Built on a mill site established in 1780, this two-and-a-half-story weatherboarded timber-frame mill building has an overshot metal waterwheel. The three-level interior is dominated by flour-processing belt-driven machinery—roller mills, wheat scourers, wooden elevators, and level bolters/sifters manufactured in Salem, Virginia. The mill also includes wheelshaft-driven burr stones and a meal bin for production and collection of coarser-ground corn. Like most rural merchant mills of this period, Tingler's Mill is utilitarian in appearance, with cornice returns at the gabled ends as its principal decoration. Thanks to an influx of outdoor recreation seekers, the mill and the small Paint Bank community have been smartly refurbished.
You are here
Tingler's Mill
If SAH Archipedia has been useful to you, please consider supporting it.

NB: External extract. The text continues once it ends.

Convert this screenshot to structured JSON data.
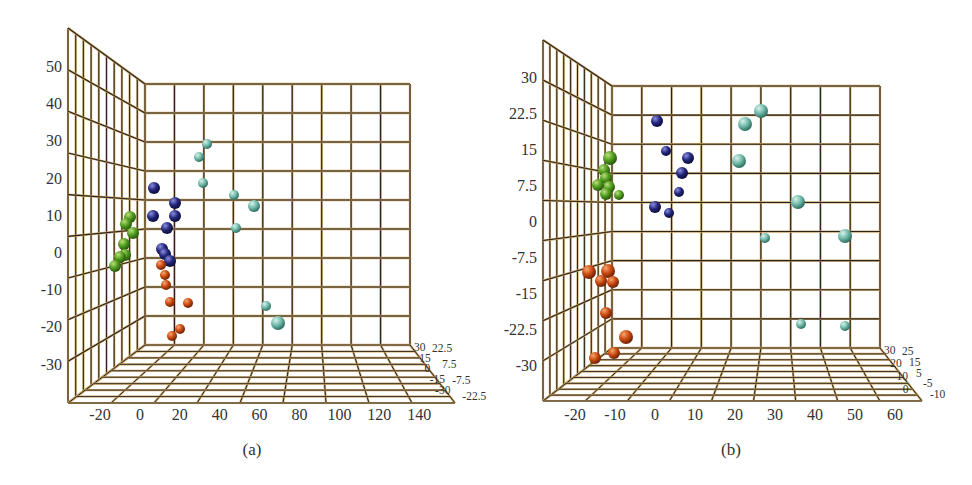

SAH Archipedia tells the story of the United States through its buildings, landscapes, and cities. This freely available resource empowers the public with authoritative knowledge that deepens their understanding and appreciation of the built environment. But the Society of Architectural Historians, which created SAH Archipedia with University of Virginia Press, needs your support to maintain the high-caliber research, writing, photography, cartography, editing, design, and programming that make SAH Archipedia a trusted online resource available to all who value the history of place, heritage tourism, and learning.